OTIS · Industrials
Most investors price Otis as a construction-adjacent cyclical with a China problem — they're missing that the service segment is quietly becoming a subscription utility with 2.5 million locked-in units, and every IoT-connected elevator widens the moat against independent competitors who can't replicate the diagnostic data layer.
$80.69
$91.00
A 170-year-old installed base with regulatory switching costs, route density economics, and a software layer now making those contracts stickier than ever — this is a genuine annuity business wearing an industrial disguise. The only knock is limited reinvestment opportunity at these exceptional returns, which makes this a harvester not a compounder.
Cash conversion is clean and consistent — OCF tracks earnings with no accounting games, CapEx is negligible, and the service book generates FCF that requires almost no reinvestment to sustain. Negative book equity is a spinoff accounting artifact, not a solvency signal; the actual cash generation profile is fortress-like.
Services are growing and improving in quality, but new equipment is a persistent drag — China's property crisis removed the growth engine that historically seeded tomorrow's service contracts, and there's no obvious replacement. The business is becoming higher quality as mix shifts toward services, but raw revenue growth remains structurally muted.
Trading at roughly fair value in the neutral scenario, with the market already giving credit for the service annuity quality — there's no obvious margin of safety at current prices. The optimistic case requires either a China recovery or an IoT-driven step-change in service retention economics, neither of which is certain enough to pay up for today.
The core service annuity is extraordinarily resilient — buildings don't stop needing elevator maintenance in recessions — but China represents a structural air pocket in the new equipment pipeline, and the long-term threat of independent servicers armed with standardized diagnostic tools is real if regulators erode OEM software lock-in. Governance concentration is a slow-burn concern, not an acute one.
Otis is a genuinely exceptional business trading at a fair price — which is satisfying to analyze and frustrating to act on. The service annuity generates extraordinary returns on capital with almost no reinvestment, the switching costs are regulatory and psychological as much as contractual, and the IoT overlay is creating a data moat that independent servicers cannot replicate without the OEM's unit-specific fault history. The problem is that the market understands most of this, and current multiples reflect a business that earns well and grows modestly — which is accurate. The trajectory is improving in quality even as it decelerates in quantity.
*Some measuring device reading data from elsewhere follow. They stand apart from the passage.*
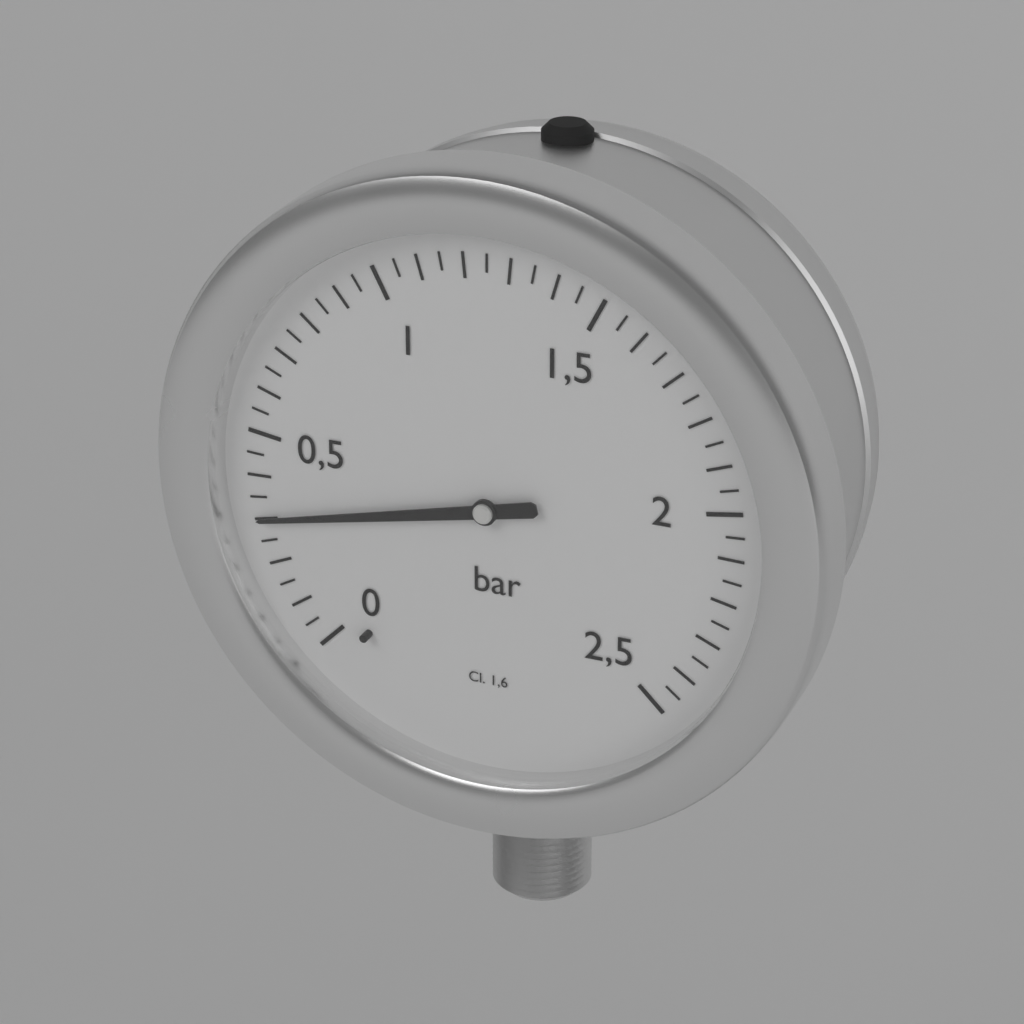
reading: 0.30 bar
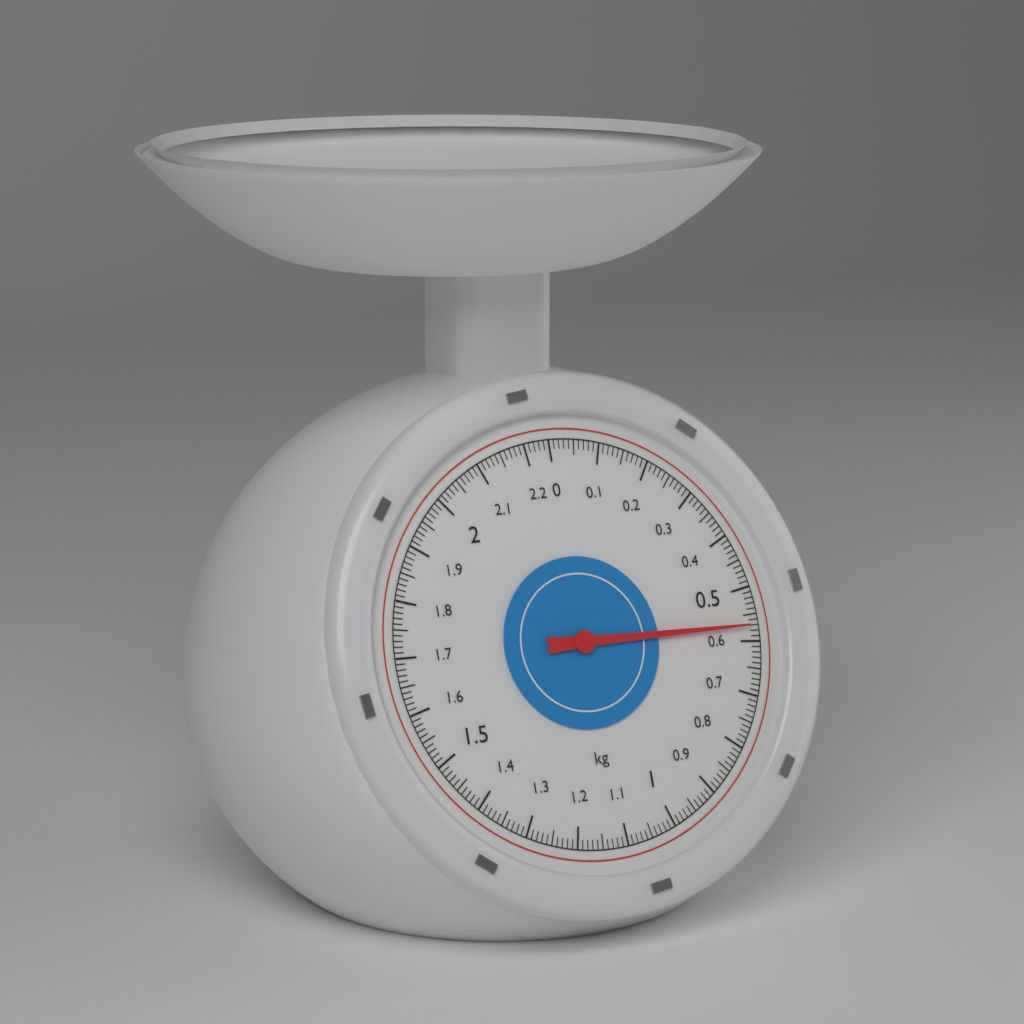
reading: 0.57 kg
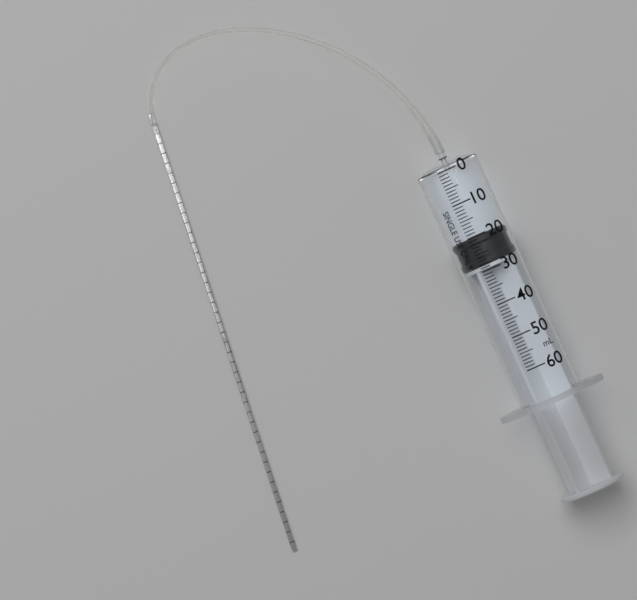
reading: 20 ml
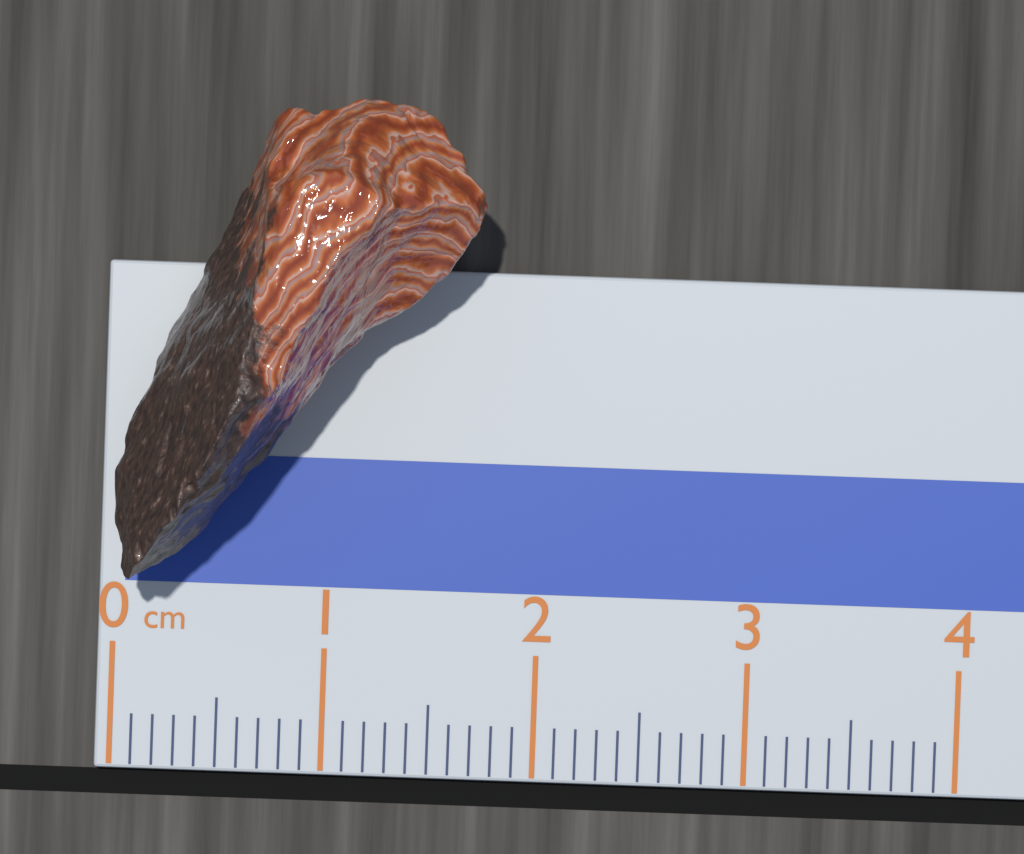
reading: 1.7 cm
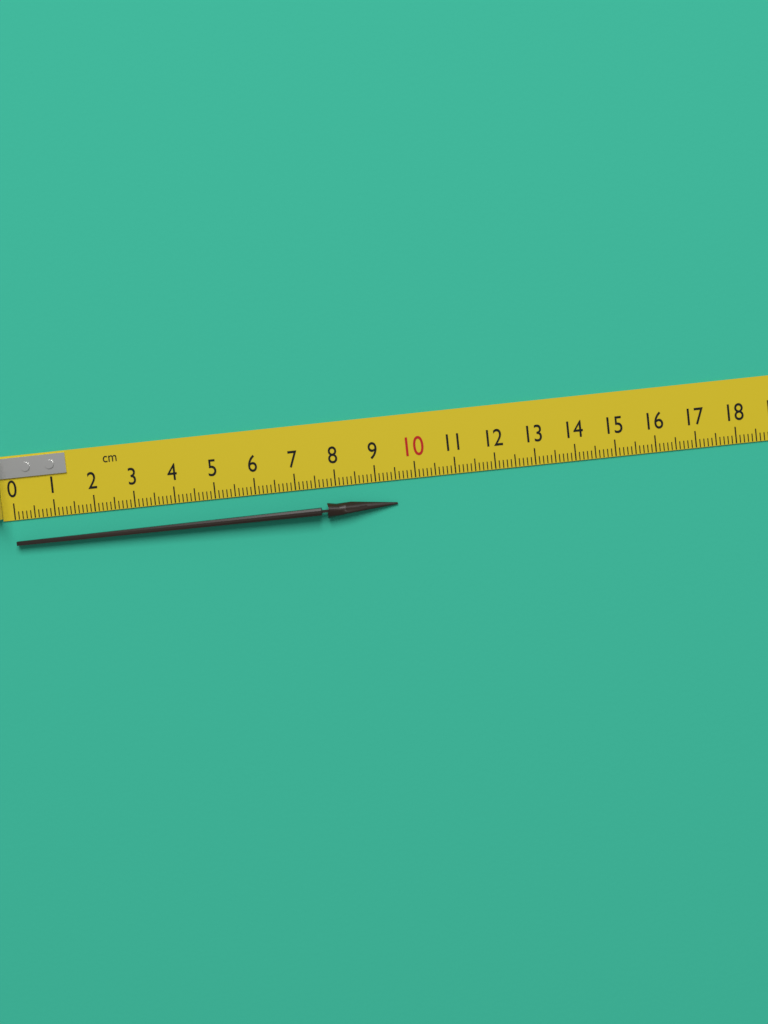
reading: 9.5 cm
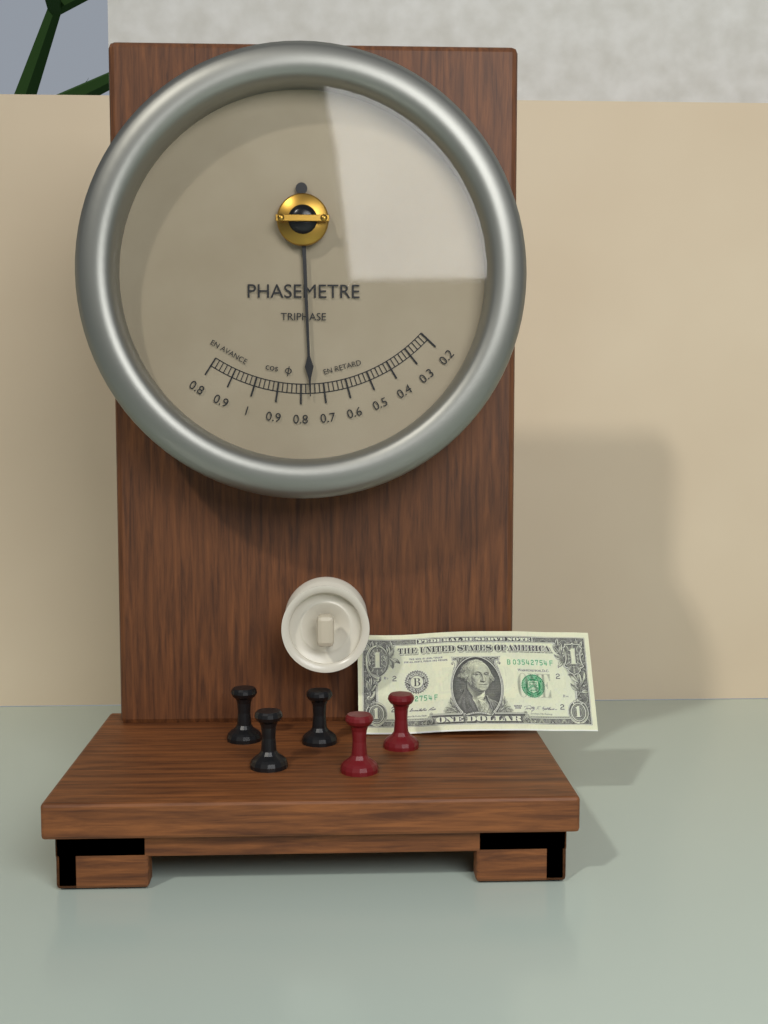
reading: 0.76 cos φ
Service is claiming a larger share of the revenue base each year, which structurally reduces cyclicality and improves cash conversion. Modernization orders surging suggests the aging global installed base is finally becoming a tailwind — buildings built in the 1980s need elevator replacements, and Otis captures that cycle both on the equipment sale and the subsequent service contract. The business five years from now looks more like a pure-play service compounder and less like a manufacturing business exposed to construction cycles. The single biggest risk is not China's property market — that pain is largely known and partially priced — it's the long-term regulatory threat to OEM diagnostic lock-in. European building systems regulators have already begun scrutinizing software-enabled switching barriers in adjacent categories. If that pressure reaches elevator maintenance and forces open diagnostic interfaces, the proprietary data moat Otis has been building through Otis ONE gets commoditized, independent servicers become credible substitutes, and the service margin story that underpins the entire investment thesis starts unwinding. That outcome is not probable, but it is the scenario that genuinely breaks the thesis.